Selton called everyone to order. The rising sun was already notching the heat up, and the air was swirling with tiny bugs. She ran through a few more pointers, took a question or two and then led them across to the hangars.

  In the interval since the brief, she'd strapped on body armour plates and a torso harness the colour of putty. There was some kind of short-action sidearm holsterpacked on her left hip.

  The hangars were vast, airy spaces out of the heat. A row of big, matt-grey transport hopters sat facing the north doors. C440s, bleeding-edge machines, intended to impress. The blades of their turbofans were neatly folded like the buds of photonastic flowers waiting for the sun.
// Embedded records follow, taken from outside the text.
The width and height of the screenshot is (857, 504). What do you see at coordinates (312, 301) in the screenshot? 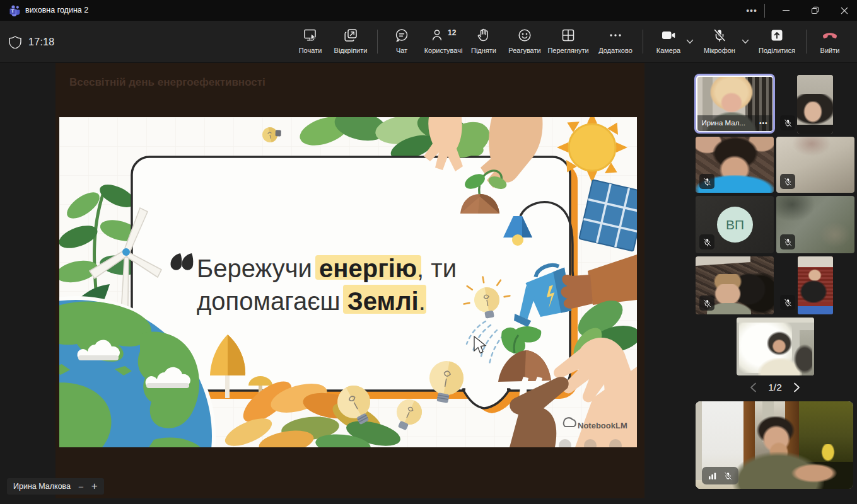
I see `svg-text: допомагаєш Землі.` at bounding box center [312, 301]. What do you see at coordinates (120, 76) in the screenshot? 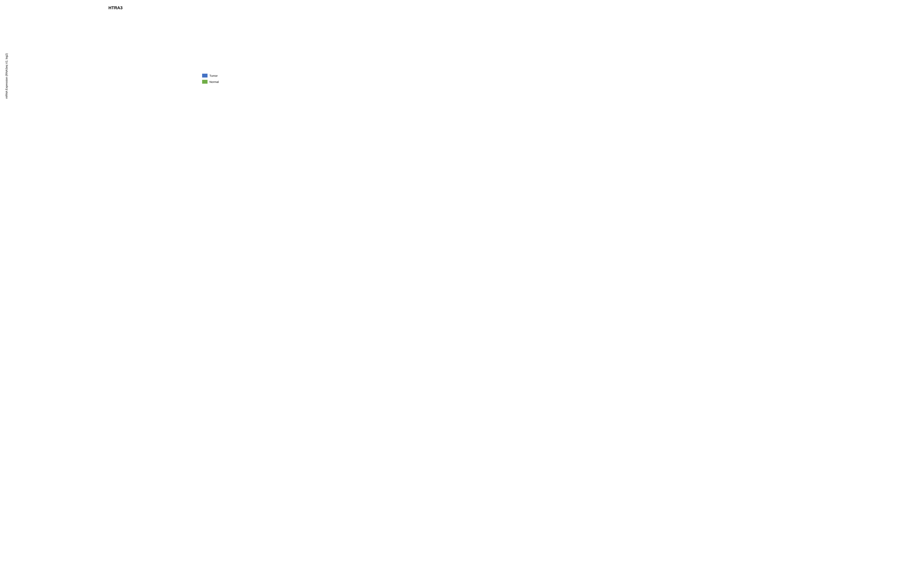
I see `plot-and-legend: 2468101214BLCABRCACOADHNSCKICHKIRCLUADLU…` at bounding box center [120, 76].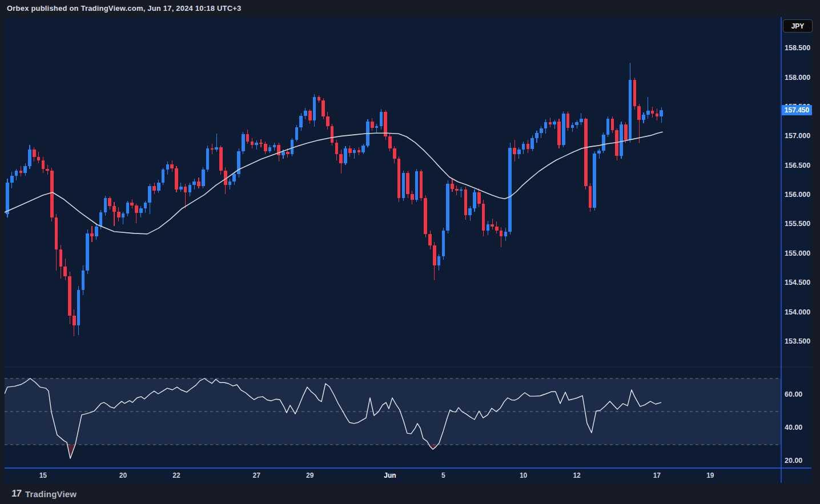 The height and width of the screenshot is (504, 820). I want to click on header-bar: Orbex published on TradingView.com, Jun …, so click(410, 9).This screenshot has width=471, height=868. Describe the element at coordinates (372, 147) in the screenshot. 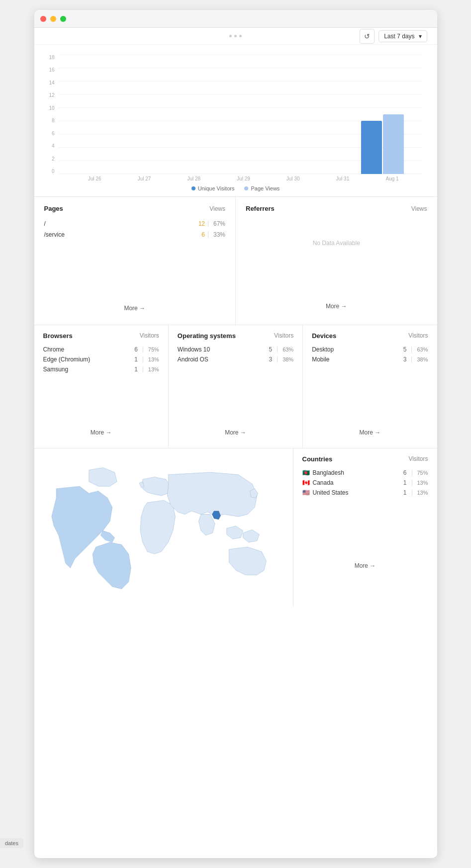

  Beside each hopter, groups of SOMD servicemen were suiting up from kit sets laid out on the deck in identical patterns. They were all big guys, even the ones that were girls. They wore the same style tundra-pattern field dress and armour harness rigs as Selton. They were intimidatingly clean and precise. Each kit layout included a principal weapon, reverentially resting on a ground sheet. The most common issue was the heavy, black M3A Hardlaser (beam) Emitter, known as the pipe or piper, though some mission specialists carried more compact PAP 20s loading 2mil SOMD Standard Caseless in stock-lock clips. Falk could smell gun oil and anti-dust lube.

  "Falk?"

  One of the specialists had approached him. He was seriously tall, and bulked out by his harness plates. The high and tight made his head seem over-large.

  "You Falk?" he asked.

  "Yes."

  The specialist held out his hand.

  "Renn Lukes, payload specialist. I'm going to be your buddy."

 
 

THREE

 
 

The hopters blatted downcountry, low and determined, riding the rush of their howling chop-wash.

  Through the open side door, Falk watched their shadow chasing them across the terrain, matching them in a perfect parallel trajectory, sometimes big, as volcanic crags thrust up, sometimes flickering in the salt-gorse, sometimes abruptly small and distant as low dune basins dropped away.

  Lukes re-checked Falk's harness.

  "Don't want you falling out," he said. His voice, halfdrowned by the fan-jets, echoed itself with a tinny delay via the com-plug in Falk's left ear. The payload specialist's voice was being chased by its own fuzzy shadow, just like the hopter.

  There were eight other SOMD servicemen in the hold space, and two other correspondents. One was a technology reporter from thInc, a beardy little nuisance called Jeanot. The other was green hiker girl.

  Lukes finished another stow check, and crossed the deck with the spread gait of a man inured to swell and pitch. He used overhead grip rails with unconscious ease, straphanging like a commuter.

  "What can I tell you?" he asked.

  Falk shrugged.

  Lukes buckled in beside him.

  "Major Selton says we should answer all your questions, demonstrate practice, give you the talk-around."

  "That's why we're here," said Falk.

  Lukes smiled and pinched his fingers and thumb together gently like they were an adjustable wrench.

  "You don't have to shout," he said. "I can hear you fine."

  "Sorry."

  "You want to know about the bird?" Lukes offered. "Standard SOMD gunship and workhorse. We call them Boomers."

  "C440 Avery Boreal," Jeanot cut in from his seat nearby. "Quad-engined utility and assault lifters, affectionately known as 'Boomers' or 'Boombirds', a basic retool of the long-serving C400 platform with new-generation instrumentation packages and dermetic-weave six-ply fuselage sheathing. Fabricated by GEO and LowmannEscaper Systems under licence from Avery Daimler Eiser. Forty thousand pound capacity. Top speed two hundred seventy-five knots."